Well, I wasn't really making much of a statement about anything except just
restating some of the things I've come across in my explorations of clustering.
So I probably just fall into the catagory of stating stuff you forgot.
I've seen a lot of wierd ideas about how clusters can be so much more powerful
than uniprocessors. I just wanted to make sure that the constraints of
clustering were recognized befor people got too far off into blue sky ideas.
But it sounds like you know what you are talking about so I (a humble begining
enthusiast ;-) ) won't presume to tell you how to suck eggs ;-P .
Finally, I think the message passing actually sounds conceptually easier than
trying to implement complex systems of locking (but again I may just be
speaking out of my ignorance).
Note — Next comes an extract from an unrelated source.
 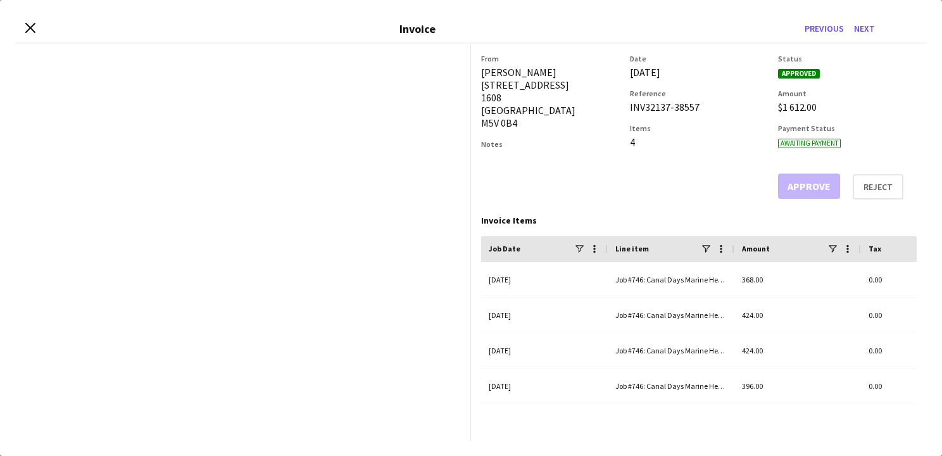 What do you see at coordinates (699, 93) in the screenshot?
I see `h3: Reference` at bounding box center [699, 93].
I like that message passing for sure (but even
threading or shared memory systems) moves more of the burden for the program
for sheer processing to clever splitting of the problem.
Robert G. Werner
rwerner@lx1.microbsys.com
Impeach Conggress!!
While having never invented a sin, I'm trying to perfect several.
On Thu, 4 Mar 1999, Erik Elmgren wrote:
[snip]
> You claim less latency for distributed-shared-memory or that shared-memory
> programs are more latency tolerant or both? Or are you just telling me the
> stuff I forgot to include? :-)
>
[snip]
> It has been claimed (not here) that shared-memory is superior because many
> programmers know it better than message passing.
>
> I also forgot to say that message-passing could indeed benefit from kernel
> modification, but not from total redisign.
HOW? Just curious what needs to be done.